I turn to look at this Theo—the one who kidnapped my father, framed Paul for murder, and helped Wicked hijack my body. When he sees the recognition in my eyes, he sighs. “I knew it. Am I really the only one in the multiverse who nicknamed you Meg?”
“Yes. Are you here to inject me with Nightthief again?” I demand.
“No,” Theo says as he steps closer. Now I can see that he’s pale, and his movements have become slow, reluctant. Whatever he’s here to do is bad.
My only potential weapons are a box of colored pencils and a sketchpad. But I bet a pencil to the eye would stop almost anyone.
“Listen to me.” He holds up his hands, and I pause, unsure what he’s going to pull next. “I know you’re angry with Conley and Triad, and I don’t blame you. But don’t let your temper blind you to what’s really going on here. You can turn this whole thing around in a second, just by agreeing to cooperate.”

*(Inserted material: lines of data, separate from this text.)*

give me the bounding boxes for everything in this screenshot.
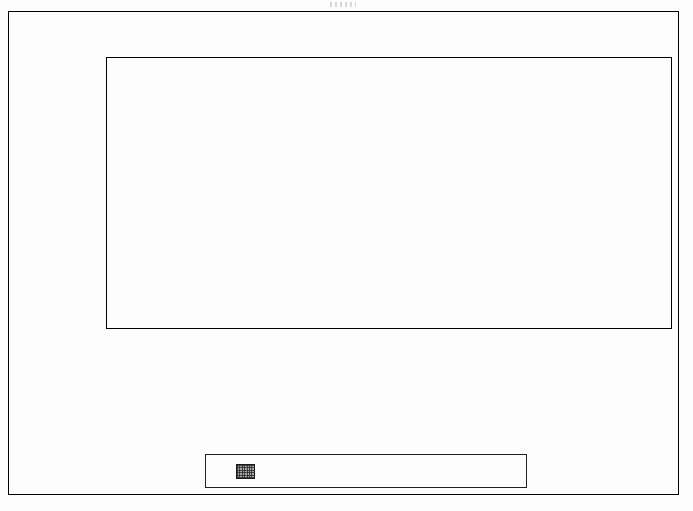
x-axis-labels [106,342,672,462]
figure-frame [8,11,679,495]
figure-page [0,0,693,511]
legend [205,454,527,488]
plot-inner [107,58,671,328]
y-axis [69,57,106,329]
legend-swatch [236,464,255,479]
scan-artifact [330,2,356,7]
x-axis-ticks [106,329,672,340]
plot-area [106,57,672,329]
y-axis-title [17,57,51,329]
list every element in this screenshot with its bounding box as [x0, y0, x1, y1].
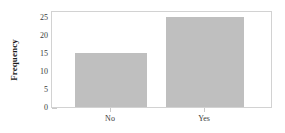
y-axis-tick-mark: [52, 108, 57, 109]
x-axis-tick-label: No: [80, 114, 140, 123]
x-axis-tick-mark: [110, 108, 111, 112]
y-axis-tick-label: 5: [18, 84, 48, 95]
bar-no: [75, 53, 147, 107]
y-axis-tick-label: 10: [18, 66, 48, 77]
plot-area: [51, 11, 272, 108]
bar-yes: [166, 17, 244, 107]
x-axis-tick-mark: [204, 108, 205, 112]
bar-chart: Frequency 0510152025 NoYes: [0, 0, 285, 133]
y-axis-tick-label: 25: [18, 12, 48, 23]
y-axis-tick-label: 15: [18, 48, 48, 59]
y-axis-tick-label: 20: [18, 30, 48, 41]
x-axis-tick-label: Yes: [174, 114, 234, 123]
y-axis-tick-label: 0: [18, 102, 48, 113]
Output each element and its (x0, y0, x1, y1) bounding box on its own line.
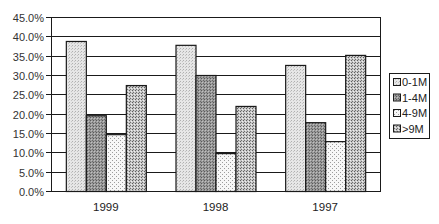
bar-1997-4-9M (326, 142, 346, 192)
legend-item-label: 0-1M (402, 76, 427, 88)
x-category-label: 1998 (203, 201, 229, 213)
legend-swatch-icon (394, 94, 401, 101)
y-tick-label: 20.0% (13, 109, 44, 121)
legend-item-label: >9M (402, 123, 424, 135)
bar-1999-0-1M (66, 41, 86, 191)
bar-1998->9M (236, 106, 256, 191)
legend-swatch-icon (394, 125, 401, 132)
legend-item-label: 4-9M (402, 107, 427, 119)
x-category-label: 1999 (93, 201, 119, 213)
x-axis: 199919981997 (93, 201, 338, 213)
y-tick-label: 40.0% (13, 31, 44, 43)
bar-1997->9M (346, 55, 366, 191)
bar-1998-4-9M (216, 154, 236, 192)
legend: 0-1M1-4M4-9M>9M (390, 74, 430, 139)
y-tick-label: 45.0% (13, 12, 44, 24)
legend-item-label: 1-4M (402, 92, 427, 104)
y-tick-label: 0.0% (19, 186, 44, 198)
y-tick-label: 10.0% (13, 147, 44, 159)
bar-1997-1-4M (306, 123, 326, 192)
y-tick-label: 5.0% (19, 167, 44, 179)
bar-1999-4-9M (106, 135, 126, 192)
bar-1998-0-1M (176, 45, 196, 191)
y-axis: 0.0%5.0%10.0%15.0%20.0%25.0%30.0%35.0%40… (13, 12, 44, 198)
bar-1999-1-4M (86, 116, 106, 192)
bar-1997-0-1M (286, 65, 306, 191)
y-tick-label: 15.0% (13, 128, 44, 140)
legend-swatch-icon (394, 79, 401, 86)
bar-1999->9M (126, 86, 146, 192)
legend-swatch-icon (394, 110, 401, 117)
bar-chart: 0.0%5.0%10.0%15.0%20.0%25.0%30.0%35.0%40… (0, 0, 439, 224)
y-tick-label: 25.0% (13, 89, 44, 101)
x-category-label: 1997 (312, 201, 338, 213)
bar-1998-1-4M (196, 76, 216, 192)
y-tick-label: 35.0% (13, 51, 44, 63)
y-tick-label: 30.0% (13, 70, 44, 82)
bars (66, 41, 365, 191)
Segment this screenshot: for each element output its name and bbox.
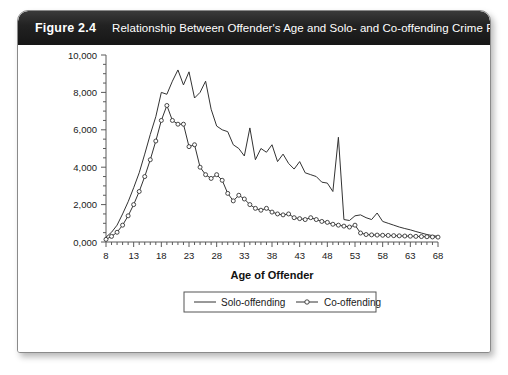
x-tick-label: 8 bbox=[103, 250, 108, 261]
data-point-marker bbox=[259, 208, 263, 212]
x-tick-label: 18 bbox=[156, 250, 167, 261]
data-point-marker bbox=[303, 218, 307, 222]
x-tick-label: 28 bbox=[211, 250, 222, 261]
data-point-marker bbox=[264, 206, 268, 210]
data-point-marker bbox=[408, 234, 412, 238]
data-point-marker bbox=[281, 213, 285, 217]
x-tick-label: 43 bbox=[294, 250, 305, 261]
figure-card: Figure 2.4 Relationship Between Offender… bbox=[17, 10, 491, 353]
data-point-marker bbox=[425, 235, 429, 239]
line-chart: 0,0002,0004,0006,0008,00010,000 81318232… bbox=[18, 45, 491, 353]
data-point-marker bbox=[325, 220, 329, 224]
series-line-co-offending bbox=[106, 105, 438, 239]
data-point-marker bbox=[176, 122, 180, 126]
data-point-marker bbox=[198, 165, 202, 169]
data-point-marker bbox=[331, 222, 335, 226]
data-point-marker bbox=[320, 219, 324, 223]
data-point-marker bbox=[154, 139, 158, 143]
data-point-marker bbox=[375, 233, 379, 237]
data-point-marker bbox=[381, 233, 385, 237]
data-point-marker bbox=[181, 122, 185, 126]
data-point-marker bbox=[436, 235, 440, 239]
data-point-marker bbox=[148, 158, 152, 162]
data-point-marker bbox=[430, 235, 434, 239]
data-point-marker bbox=[370, 233, 374, 237]
x-tick-label: 38 bbox=[267, 250, 278, 261]
y-tick-label: 0,000 bbox=[73, 237, 97, 248]
data-point-marker bbox=[137, 190, 141, 194]
data-point-marker bbox=[132, 203, 136, 207]
data-point-marker bbox=[292, 216, 296, 220]
data-point-marker bbox=[159, 118, 163, 122]
data-point-marker bbox=[347, 225, 351, 229]
data-point-marker bbox=[392, 234, 396, 238]
data-point-marker bbox=[165, 103, 169, 107]
data-point-marker bbox=[359, 231, 363, 235]
x-tick-label: 23 bbox=[184, 250, 195, 261]
y-tick-label: 4,000 bbox=[73, 162, 97, 173]
data-point-marker bbox=[298, 217, 302, 221]
x-tick-label: 53 bbox=[350, 250, 361, 261]
data-point-marker bbox=[248, 203, 252, 207]
y-tick-label: 10,000 bbox=[68, 50, 97, 61]
data-point-marker bbox=[226, 191, 230, 195]
data-point-marker bbox=[104, 237, 108, 241]
x-tick-label: 58 bbox=[377, 250, 388, 261]
x-axis: 8131823283338434853586368 bbox=[103, 242, 443, 261]
data-point-marker bbox=[253, 206, 257, 210]
y-tick-label: 8,000 bbox=[73, 87, 97, 98]
data-point-marker bbox=[193, 143, 197, 147]
data-point-marker bbox=[110, 234, 114, 238]
data-point-marker bbox=[414, 234, 418, 238]
data-point-marker bbox=[121, 223, 125, 227]
y-tick-label: 6,000 bbox=[73, 124, 97, 135]
figure-title: Relationship Between Offender's Age and … bbox=[112, 22, 491, 34]
x-axis-title-text: Age of Offender bbox=[230, 269, 314, 281]
y-tick-label: 2,000 bbox=[73, 199, 97, 210]
data-point-marker bbox=[353, 223, 357, 227]
data-point-marker bbox=[115, 230, 119, 234]
data-point-marker bbox=[386, 233, 390, 237]
x-tick-label: 48 bbox=[322, 250, 333, 261]
data-point-marker bbox=[419, 235, 423, 239]
chart-legend: Solo-offendingCo-offending bbox=[184, 292, 381, 312]
y-axis: 0,0002,0004,0006,0008,00010,000 bbox=[68, 50, 106, 248]
data-point-marker bbox=[170, 118, 174, 122]
data-point-marker bbox=[187, 145, 191, 149]
legend-marker-co-offending bbox=[305, 300, 309, 304]
data-point-marker bbox=[270, 210, 274, 214]
x-tick-label: 13 bbox=[128, 250, 139, 261]
data-point-marker bbox=[237, 193, 241, 197]
data-point-marker bbox=[231, 199, 235, 203]
x-tick-label: 63 bbox=[405, 250, 416, 261]
x-axis-title: Age of Offender bbox=[230, 269, 314, 281]
x-tick-label: 33 bbox=[239, 250, 250, 261]
data-point-marker bbox=[314, 218, 318, 222]
data-point-marker bbox=[276, 212, 280, 216]
data-point-marker bbox=[309, 216, 313, 220]
chart-series bbox=[104, 70, 440, 241]
data-point-marker bbox=[242, 197, 246, 201]
chart-plot-region: 0,0002,0004,0006,0008,00010,000 81318232… bbox=[18, 45, 490, 353]
data-point-marker bbox=[403, 234, 407, 238]
figure-number-label: Figure 2.4 bbox=[35, 21, 96, 35]
data-point-marker bbox=[336, 223, 340, 227]
data-point-marker bbox=[342, 224, 346, 228]
data-point-marker bbox=[397, 234, 401, 238]
data-point-marker bbox=[220, 178, 224, 182]
data-point-marker bbox=[143, 175, 147, 179]
figure-header: Figure 2.4 Relationship Between Offender… bbox=[18, 11, 490, 45]
data-point-marker bbox=[364, 233, 368, 237]
legend-label-solo-offending: Solo-offending bbox=[221, 297, 285, 308]
data-point-marker bbox=[287, 212, 291, 216]
legend-label-co-offending: Co-offending bbox=[324, 297, 381, 308]
x-tick-label: 68 bbox=[433, 250, 444, 261]
data-point-marker bbox=[204, 173, 208, 177]
data-point-marker bbox=[215, 173, 219, 177]
data-point-marker bbox=[126, 214, 130, 218]
data-point-marker bbox=[209, 176, 213, 180]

“Stop trying to negotiate with me!” I back away from him, although this only leads me farther into the tomb, away from the exit. “When will you guys at Triad get it through your thick skulls that I’m never, ever working for you? How do you not see that this is crazy?”

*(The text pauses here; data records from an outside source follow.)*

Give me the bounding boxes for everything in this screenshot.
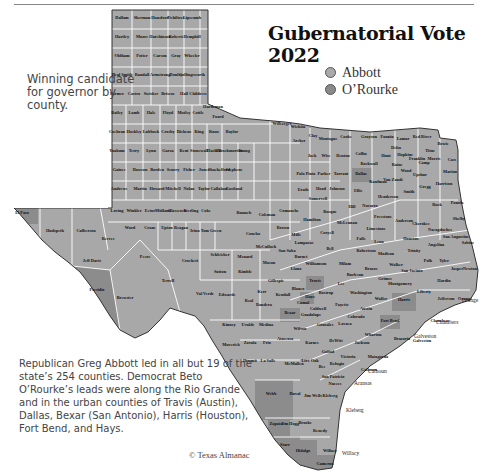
county-label: Austin xyxy=(360,306,373,311)
county-label: Sabine xyxy=(462,240,475,245)
county-label: Childress xyxy=(189,91,207,96)
county-label: Kinney xyxy=(222,322,236,327)
county-label: Baylor xyxy=(226,129,239,134)
county-label: Collingsworth xyxy=(179,72,206,77)
county-label: Motley xyxy=(178,110,192,115)
county-label: Dallas xyxy=(355,171,367,176)
county-label: Terry xyxy=(129,148,140,153)
county-label: Collin xyxy=(355,151,367,156)
county-label: Lamar xyxy=(397,136,410,141)
county-label: Bexar xyxy=(285,310,296,315)
county-label: Floyd xyxy=(163,110,174,115)
county-label: Irion xyxy=(190,228,200,233)
county-label: Comanche xyxy=(279,208,299,213)
county-label: Taylor xyxy=(198,186,210,191)
county-label: Hill xyxy=(349,204,357,209)
county-label: Burleson xyxy=(347,272,364,277)
county-label: Garza xyxy=(162,148,174,153)
county-label: Brown xyxy=(277,225,290,230)
county-label: Travis xyxy=(309,278,321,283)
county-label: Sutton xyxy=(214,269,227,274)
county-label: Jackson xyxy=(355,340,370,345)
county-label: Winkler xyxy=(126,208,141,213)
county-label: Polk xyxy=(424,258,433,263)
county-label: Walker xyxy=(389,262,403,267)
abbott-swatch-icon xyxy=(325,67,336,78)
map-subtitle: Winning candidate for governor by county… xyxy=(27,73,137,112)
county-label: Freestone xyxy=(374,214,392,219)
county-label: San Augustine xyxy=(443,234,469,239)
county-label: El Paso xyxy=(15,210,29,215)
county-label: McMullen xyxy=(284,361,304,366)
county-label: Henderson xyxy=(378,194,399,199)
map-note: Republican Greg Abbott led in all but 19… xyxy=(19,357,255,435)
county-label: Edwards xyxy=(219,292,236,297)
county-label: Wood xyxy=(401,168,412,173)
county-label: Randall xyxy=(135,72,150,77)
county-label: Gonzales xyxy=(317,322,334,327)
svg-text:Orange: Orange xyxy=(462,297,479,303)
county-label: Reagan xyxy=(174,225,188,230)
county-label: Upshur xyxy=(413,172,427,177)
county-label: Montague xyxy=(319,136,338,141)
svg-text:Kleberg: Kleberg xyxy=(346,407,364,413)
county-label: Cameron xyxy=(316,461,334,466)
county-label: Terrell xyxy=(162,278,175,283)
county-label: McCulloch xyxy=(256,244,277,249)
county-label: Marion xyxy=(443,169,457,174)
county-label: Gaines xyxy=(113,167,126,172)
county-label: Frio xyxy=(263,340,271,345)
county-label: Erath xyxy=(298,187,309,192)
county-label: Briscoe xyxy=(161,91,175,96)
county-label: Newton xyxy=(463,266,478,271)
county-label: Lavaca xyxy=(338,321,352,326)
county-label: Gray xyxy=(171,53,181,58)
legend-item-orourke: O’Rourke xyxy=(325,81,398,98)
county-label: Montgomery xyxy=(388,281,413,286)
county-label: Cottle xyxy=(192,110,203,115)
county-label: Comal xyxy=(297,300,310,305)
county-label: Brooks xyxy=(298,420,311,425)
svg-text:Calhoun: Calhoun xyxy=(368,368,387,374)
county-label: Young xyxy=(238,148,251,153)
county-label: Red River xyxy=(413,134,432,139)
county-label: Brazoria xyxy=(394,336,411,341)
county-label: Hopkins xyxy=(397,152,413,157)
county-label: Caldwell xyxy=(310,306,327,311)
county-label: San Saba xyxy=(278,248,296,253)
county-label: Hood xyxy=(316,186,327,191)
county-label: Concho xyxy=(246,231,260,236)
county-label: Denton xyxy=(336,153,350,158)
county-label: Real xyxy=(245,298,254,303)
county-label: Sherman xyxy=(134,15,151,20)
svg-text:Chambers: Chambers xyxy=(436,319,458,325)
county-label: Trinity xyxy=(408,248,422,253)
county-label: Hamilton xyxy=(303,217,321,222)
county-label: Swisher xyxy=(144,91,159,96)
county-label: Sterling xyxy=(184,208,199,213)
county-label: Wichita xyxy=(291,124,306,129)
county-label: Medina xyxy=(259,322,274,327)
county-label: Kendall xyxy=(276,292,291,297)
county-label: Jim Wells xyxy=(304,393,322,398)
county-label: Kenedy xyxy=(313,428,328,433)
county-label: Atascosa xyxy=(277,336,294,341)
county-label: Houston xyxy=(403,236,419,241)
county-label: Grimes xyxy=(378,276,392,281)
county-label: Clay xyxy=(309,133,318,138)
county-label: Harrison xyxy=(436,181,453,186)
county-label: Jasper xyxy=(451,266,463,271)
county-label: Coleman xyxy=(259,212,276,217)
county-label: Maverick xyxy=(222,342,240,347)
county-label: Reeves xyxy=(102,236,115,241)
county-label: Matagorda xyxy=(368,354,389,359)
county-label: Fisher xyxy=(183,167,195,172)
county-label: Harris xyxy=(398,297,410,302)
county-label: Hartley xyxy=(115,34,130,39)
county-label: Hidalgo xyxy=(296,448,311,453)
county-label: Llano xyxy=(291,266,302,271)
county-label: Mills xyxy=(291,232,301,237)
county-label: Armstrong xyxy=(150,72,171,77)
county-label: Mason xyxy=(263,260,276,265)
county-label: Williamson xyxy=(306,261,328,266)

“Actually, yes, I do see it,” Theo says, and this may be the first time he’s ever told me the entire truth. “If I’d known at the start this was what I was getting into, no way in hell would I have signed up. But now I’m here. Now I know. And if any universes are going to be destroyed, I intend to be in one of the ones left standing.”
“Because everything I’ve got isn’t enough to stop them! Meg, will you calm down and think? It’s too late. Triad is too far ahead. You want to start running a race with them while they’re about an inch short of the finish line. How pointless is that? Conley and Triad still want you on their side, despite everything—”
The sound I make can only be called a snort. “Oh, yeah, they’ve got so much to forgive me for.”
Theo grimaces in exasperation. “Dammit, why are you doing this to yourself? There’s still time for you to save your whole dimension! Billions of people there, every animal, every plant on the entire Earth—you’re risking them all in this crazy chase. Don’t you owe them your loyalty first?”
I never thought about it in terms of loyalty. If I could only protect one dimension, wouldn’t it have to be the one I call home?
But I refuse to let Theo turn this around on me. “I’m not the one putting my universe in danger. That’s Triad’s responsibility.”
“All I’m saying is, your actions have consequences.” Theo’s face is heavily shadowed in the dim passageway. He has yet to take up the heavy flashlight dangling from his belt. “Those other universes could be no more than—choices nobody ever made.”
For the length of one breath, I am no longer in Egypt. Instead, I lie beneath warm furs in a dacha in Russia while a snowstorm rages outside and Paul holds me close. At the same time, I sit in an opulent Parisian hotel room, hand splayed across my belly, dizzy with the new knowledge that in that dimension I carried Paul’s child.
I have regretted making that choice for the grand duchess ever since—and yet it would be infinitely worse to erase that choice, all those lives, that dimension forever.
“You haven’t always respected your other selves’ choices so carefully, have you?” Even in the darkness I can see the spark of anger in Theo’s eyes.
“I’ve messed up,” I admit. “More than once. But what you’re talking about is different.”
Theo shoots back, “So where do you draw the line, Meg? Anywhere you like, as long as I’m on the wrong side of it?”
I could scream. “Cut out the stupid word games! I made a mistake, but you’re deliberately committing genocide! That is way, way off the scale of anything I would ever do. And you know what else? My Theo wouldn’t ever do that either. So how did you get so screwed up?”
He lunges toward me. His tackle catches me under the ribs, knocking the breath out of me and sending my pencils flying. I claw at his face as Theo grabs my lace scarf, which comes loose from my hat. His knee presses down my left arm as he straddles me and fumbles around my throat.